The studies presented at the conference report on tests of the NPS technology in lab mice and with tumor cell lines in lab cultures that indicate the technology’s ability to stimulate immune-system responses similar to vaccines. A report titled, “Nanosecond pulsed electric field treatment of murine melanomas initiates an immune response and inhibits metastasis,” shows the effects of the technology in mice implanted with melanoma or advanced skin cancer tumors. The tumors were then removed either by surgery or with NPS treatments, followed by researchers injecting more melanoma cells into the mice. Results show mice receiving NPS treatments exhibited fewer metastatic or spreading cancers than mice whose tumors were surgically removed, suggesting the NPS treatments have an immunizing effect against metastatic cancer.

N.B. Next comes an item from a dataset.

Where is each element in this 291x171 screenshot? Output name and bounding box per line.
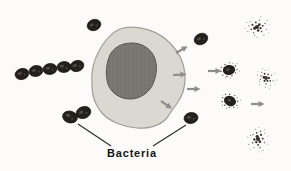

Another report titled, “Adaptive immune response to nano-pulse stimulation,” shows mice implanted with fibrosarcoma or soft-tissue tumors and treated with NPS showed more immune system cells infiltrating the primary tumor. In addition, similar tumors given to the mice 3 weeks later were completely rejected by immune-system cells in the mice.

A third report, “Nanosecond pulsed electric field treatment of tumor cell lines triggers immunogenic cell death,” shows NPS treatments on 3 separate tumor cell lines resulted in indicators of apoptosis in the treated cells. The authors suggest these results could explain the vaccine-like effects preventing tumor growth or spreading reported in the tests with mice, later challenged with new tumors.

“We believe the immune response observed in these recent studies,” says Pulse Biosciences CEO Darrin Uecker in a company statement, “further indicates that NPS may have the ability to prime the immune system and may be effective, and potentially even synergistic, when used in combination with other immuno-therapeutics, with the distinct advantage of not adding any drug related toxicity.”